Friday 14 August 2020

Special Edition



While we were in Bristol we paid our customary visit to the Oxfam Bookshop in Clifton, masked-up like freelance book-surgeons, and spent an enjoyable half-hour browsing and deciding what not to buy. I was struck by the presence of some unusually desirable photo-books, most of which I already have – phew! – but also by a surprising number of Folio Society editions, which always intrigue me when they turn up in charity shops, given how expensive they are. Someone's shelves had clearly been given a radical clear-out.

If you don't know their productions, the Folio Society is a book club, specialising in luxury or "crafted" editions of classic books, ancient and modern, which is to say large, illustrated, slip-cased, highly decorative books, with good printing on the best paper, the sort of thing that lines the bookshelves of a certain sort of reader. Not mine, though, I should say. Although some are quite beautiful, most are just rather OTT or, to be honest, even slightly naff to the true bibliophile. I mean, much as I have enjoyed reading Lee Child's Jack Reacher books – highly recommended to anyone who has ever fantasised about being eight-foot tall and an invincible dispenser of rough justice in an unfair world – why would I or anyone want a cloth-bound, illustrated edition of Killing Floor, costing £50? It would be like having a jewel-encrusted bus-pass holder.

However, it did make me wonder what my own recent production Let's Get Lost would look like in a "sumptuous", no-expense-spared version. So I decided to mock up some page-spreads for myself – nothing too fancy, naturally – and I must admit I was quite pleased with the results, especially when presented as if "float-mounted" onto a larger sheet of rough-textured paper. I think they'd look pretty fine sympathetically framed on a wall, and are in a way more pleasing to the eye and certainly more practical than they would be contained within the covers of some actual, over-sized, over-produced book. As one astute commenter on the Folio Society's website put it, when reviewing their edition of A Pilgrim's Progress (illustrated by William Blake, and a mere £295): "A beautifully produced book which would look good on the shelf, but too heavy and unwieldy to actually read".


2 comments:

old_bloke said...

A few years ago I was mooching round the market at Machynlleth and found a stall with a near fine set of the Folio Society's edition of A Dance to the Music of Time (twelve novels in four volumes - current second hand cost over two hundred quid). They were presumably from a house clearance and the stall holder was happy to sell them for £35 - all the cash in my pocket that day. Before you ask - no, I haven't read them all yet. While I enjoy the smell and feel of a well-produced hardback, the reviewer you quote was exactly right - they're really hard to hold when you're lying on a sofa or in bed.

Of the mock-ups you show, I think the juxtaposition of the steps and the Eiffel tower works particularly well.

Mike C. said...

Thanks, old_bloke, I like that one, too.

I've never read the Powell, though I've been meaning to for years. Ditto just about everything else worth reading, of course.

I think the test for bedtime reading is twofold: 1). a book shouldn't make your wrists ache when holding it, or (for a paperback) be too tightly bound to hold open single-handed, and 2). If you fall asleep, it shouldn't wake you up when it falls onto your face. These are my main issues with the iPad or Kindle as reading devices, which under all other circumstances I have come to prefer.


◆ **DIRECTIONS**: Print every line below without adding or leaving out a single word.
:: SOURCE DATA ::
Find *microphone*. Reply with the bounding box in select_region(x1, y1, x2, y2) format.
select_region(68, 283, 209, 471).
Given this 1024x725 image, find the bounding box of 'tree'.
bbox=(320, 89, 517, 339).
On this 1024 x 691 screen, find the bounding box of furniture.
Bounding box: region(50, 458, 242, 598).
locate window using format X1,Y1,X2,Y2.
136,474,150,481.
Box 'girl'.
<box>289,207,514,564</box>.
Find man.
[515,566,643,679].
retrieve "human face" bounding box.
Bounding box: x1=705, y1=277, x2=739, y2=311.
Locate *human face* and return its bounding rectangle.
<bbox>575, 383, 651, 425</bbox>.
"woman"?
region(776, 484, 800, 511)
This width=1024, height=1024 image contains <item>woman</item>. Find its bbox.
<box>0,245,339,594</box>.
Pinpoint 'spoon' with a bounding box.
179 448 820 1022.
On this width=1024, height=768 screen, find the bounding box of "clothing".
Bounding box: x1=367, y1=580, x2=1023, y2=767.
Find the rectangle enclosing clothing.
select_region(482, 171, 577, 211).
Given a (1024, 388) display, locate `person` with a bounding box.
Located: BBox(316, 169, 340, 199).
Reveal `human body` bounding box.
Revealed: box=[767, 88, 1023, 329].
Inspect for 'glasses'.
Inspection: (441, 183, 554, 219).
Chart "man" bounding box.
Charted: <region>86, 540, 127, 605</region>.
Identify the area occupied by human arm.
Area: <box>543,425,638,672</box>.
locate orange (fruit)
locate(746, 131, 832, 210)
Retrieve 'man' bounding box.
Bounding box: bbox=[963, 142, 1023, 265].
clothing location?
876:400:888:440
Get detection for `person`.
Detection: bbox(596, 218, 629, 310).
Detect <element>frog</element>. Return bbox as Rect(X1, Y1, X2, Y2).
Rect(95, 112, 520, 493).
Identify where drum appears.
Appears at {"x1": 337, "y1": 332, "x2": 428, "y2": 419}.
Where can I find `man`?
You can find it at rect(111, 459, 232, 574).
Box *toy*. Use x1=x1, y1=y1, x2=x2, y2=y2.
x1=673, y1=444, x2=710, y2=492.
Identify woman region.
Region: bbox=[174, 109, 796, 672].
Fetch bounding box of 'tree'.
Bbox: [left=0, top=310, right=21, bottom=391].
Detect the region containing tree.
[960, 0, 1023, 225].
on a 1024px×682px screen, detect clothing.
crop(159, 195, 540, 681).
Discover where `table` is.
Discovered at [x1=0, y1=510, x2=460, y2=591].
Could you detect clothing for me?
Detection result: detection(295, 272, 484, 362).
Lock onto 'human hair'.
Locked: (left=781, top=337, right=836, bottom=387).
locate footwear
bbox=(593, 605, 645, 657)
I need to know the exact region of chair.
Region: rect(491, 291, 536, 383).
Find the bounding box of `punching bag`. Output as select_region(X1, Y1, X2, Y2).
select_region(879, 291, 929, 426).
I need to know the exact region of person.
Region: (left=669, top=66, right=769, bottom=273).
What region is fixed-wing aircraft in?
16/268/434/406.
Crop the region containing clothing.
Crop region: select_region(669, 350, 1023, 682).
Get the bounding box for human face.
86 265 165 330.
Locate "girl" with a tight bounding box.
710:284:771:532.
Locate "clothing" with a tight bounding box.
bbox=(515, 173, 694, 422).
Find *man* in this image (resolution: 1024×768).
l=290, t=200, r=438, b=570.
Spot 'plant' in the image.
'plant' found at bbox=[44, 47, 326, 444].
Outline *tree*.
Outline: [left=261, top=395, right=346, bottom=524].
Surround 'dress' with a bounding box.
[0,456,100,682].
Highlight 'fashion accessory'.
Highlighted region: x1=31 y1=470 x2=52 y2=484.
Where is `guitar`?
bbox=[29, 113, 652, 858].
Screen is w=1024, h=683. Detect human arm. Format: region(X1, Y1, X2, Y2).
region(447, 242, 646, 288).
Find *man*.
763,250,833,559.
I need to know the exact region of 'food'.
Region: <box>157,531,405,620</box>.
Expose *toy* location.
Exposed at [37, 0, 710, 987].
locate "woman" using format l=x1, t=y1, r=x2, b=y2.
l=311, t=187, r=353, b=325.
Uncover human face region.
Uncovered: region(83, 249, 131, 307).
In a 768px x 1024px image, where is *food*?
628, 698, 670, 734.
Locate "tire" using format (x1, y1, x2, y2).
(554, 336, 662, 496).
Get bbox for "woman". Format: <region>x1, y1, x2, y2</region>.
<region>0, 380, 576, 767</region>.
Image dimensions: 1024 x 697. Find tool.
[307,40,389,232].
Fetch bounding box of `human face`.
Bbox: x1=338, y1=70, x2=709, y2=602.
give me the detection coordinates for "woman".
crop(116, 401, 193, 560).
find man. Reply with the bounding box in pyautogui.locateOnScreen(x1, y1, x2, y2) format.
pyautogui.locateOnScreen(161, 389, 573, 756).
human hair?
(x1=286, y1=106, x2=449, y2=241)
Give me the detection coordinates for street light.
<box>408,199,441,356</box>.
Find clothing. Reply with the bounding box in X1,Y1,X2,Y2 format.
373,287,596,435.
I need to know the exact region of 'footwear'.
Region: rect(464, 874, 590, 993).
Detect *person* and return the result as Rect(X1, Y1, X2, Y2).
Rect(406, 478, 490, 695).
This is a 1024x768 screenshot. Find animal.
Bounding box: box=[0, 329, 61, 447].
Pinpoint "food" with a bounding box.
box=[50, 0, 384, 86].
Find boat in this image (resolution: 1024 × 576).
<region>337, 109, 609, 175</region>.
:::
◆ **WORKED SOLUTION**:
Find *microphone*. Reply with the bounding box in select_region(x1, y1, x2, y2) format.
select_region(68, 283, 209, 471).
Given this 1024x725 image, find the bounding box of 'tree'.
bbox=(320, 89, 517, 339).
On this 1024 x 691 screen, find the bounding box of furniture.
Bounding box: region(50, 458, 242, 598).
locate window using format X1,Y1,X2,Y2.
136,474,150,481.
Box 'girl'.
<box>289,207,514,564</box>.
Find man.
[515,566,643,679].
retrieve "human face" bounding box.
Bounding box: x1=705, y1=277, x2=739, y2=311.
Locate *human face* and return its bounding rectangle.
<bbox>575, 383, 651, 425</bbox>.
"woman"?
region(776, 484, 800, 511)
This width=1024, height=1024 image contains <item>woman</item>. Find its bbox.
<box>0,245,339,594</box>.
Pinpoint 'spoon' with a bounding box.
179 448 820 1022.
On this width=1024, height=768 screen, find the bounding box of "clothing".
Bounding box: x1=367, y1=580, x2=1023, y2=767.
Find the rectangle enclosing clothing.
select_region(482, 171, 577, 211).
Given a (1024, 388) display, locate `person` with a bounding box.
Located: BBox(316, 169, 340, 199).
Reveal `human body` bounding box.
Revealed: box=[767, 88, 1023, 329].
Inspect for 'glasses'.
Inspection: (441, 183, 554, 219).
Chart "man" bounding box.
Charted: <region>86, 540, 127, 605</region>.
Identify the area occupied by human arm.
Area: <box>543,425,638,672</box>.
locate orange (fruit)
locate(746, 131, 832, 210)
Retrieve 'man' bounding box.
Bounding box: bbox=[963, 142, 1023, 265].
clothing location?
876:400:888:440
Get detection for `person`.
Detection: bbox(596, 218, 629, 310).
Detect <element>frog</element>. Return bbox as Rect(X1, Y1, X2, Y2).
Rect(95, 112, 520, 493).
Identify where drum appears.
Appears at {"x1": 337, "y1": 332, "x2": 428, "y2": 419}.
Where can I find `man`?
You can find it at rect(111, 459, 232, 574).
Box *toy*. Use x1=x1, y1=y1, x2=x2, y2=y2.
x1=673, y1=444, x2=710, y2=492.
Identify woman region.
Region: bbox=[174, 109, 796, 672].
Fetch bounding box of 'tree'.
Bbox: [left=0, top=310, right=21, bottom=391].
Detect the region containing tree.
[960, 0, 1023, 225].
on a 1024px×682px screen, detect clothing.
crop(159, 195, 540, 681).
Discover where `table` is.
Discovered at [x1=0, y1=510, x2=460, y2=591].
Could you detect clothing for me?
Detection result: detection(295, 272, 484, 362).
Lock onto 'human hair'.
Locked: (left=781, top=337, right=836, bottom=387).
locate footwear
bbox=(593, 605, 645, 657)
I need to know the exact region of chair.
Region: rect(491, 291, 536, 383).
Find the bounding box of `punching bag`. Output as select_region(X1, Y1, X2, Y2).
select_region(879, 291, 929, 426).
I need to know the exact region of person.
Region: (left=669, top=66, right=769, bottom=273).
What region is fixed-wing aircraft in?
16/268/434/406.
Crop the region containing clothing.
Crop region: select_region(669, 350, 1023, 682).
Get the bounding box for human face.
86 265 165 330.
Locate "girl" with a tight bounding box.
710:284:771:532.
Locate "clothing" with a tight bounding box.
bbox=(515, 173, 694, 422).
Find *man* in this image (resolution: 1024×768).
l=290, t=200, r=438, b=570.
Spot 'plant' in the image.
'plant' found at bbox=[44, 47, 326, 444].
Outline *tree*.
Outline: [left=261, top=395, right=346, bottom=524].
Surround 'dress' with a bounding box.
[0,456,100,682].
Highlight 'fashion accessory'.
Highlighted region: x1=31 y1=470 x2=52 y2=484.
Where is `guitar`?
bbox=[29, 113, 652, 858].
Screen is w=1024, h=683. Detect human arm. Format: region(X1, Y1, X2, Y2).
region(447, 242, 646, 288).
Find *man*.
763,250,833,559.
I need to know the exact region of 'food'.
Region: <box>157,531,405,620</box>.
Expose *toy* location.
Exposed at [37, 0, 710, 987].
locate "woman" using format l=x1, t=y1, r=x2, b=y2.
l=311, t=187, r=353, b=325.
Uncover human face region.
Uncovered: region(83, 249, 131, 307).
In a 768px x 1024px image, where is *food*?
628, 698, 670, 734.
Locate "tire" using format (x1, y1, x2, y2).
(554, 336, 662, 496).
Get bbox for "woman". Format: <region>x1, y1, x2, y2</region>.
<region>0, 380, 576, 767</region>.
Image dimensions: 1024 x 697. Find tool.
[307,40,389,232].
Fetch bounding box of `human face`.
Bbox: x1=338, y1=70, x2=709, y2=602.
give me the detection coordinates for "woman".
crop(116, 401, 193, 560).
find man. Reply with the bounding box in pyautogui.locateOnScreen(x1, y1, x2, y2) format.
pyautogui.locateOnScreen(161, 389, 573, 756).
human hair?
(x1=286, y1=106, x2=449, y2=241)
Give me the detection coordinates for street light.
<box>408,199,441,356</box>.
Find clothing. Reply with the bounding box in X1,Y1,X2,Y2 format.
373,287,596,435.
I need to know the exact region of 'footwear'.
Region: rect(464, 874, 590, 993).
Detect *person* and return the result as Rect(X1, Y1, X2, Y2).
Rect(406, 478, 490, 695).
This is a 1024x768 screenshot. Find animal.
Bounding box: box=[0, 329, 61, 447].
Pinpoint "food" with a bounding box.
box=[50, 0, 384, 86].
Find boat in this image (resolution: 1024 × 576).
<region>337, 109, 609, 175</region>.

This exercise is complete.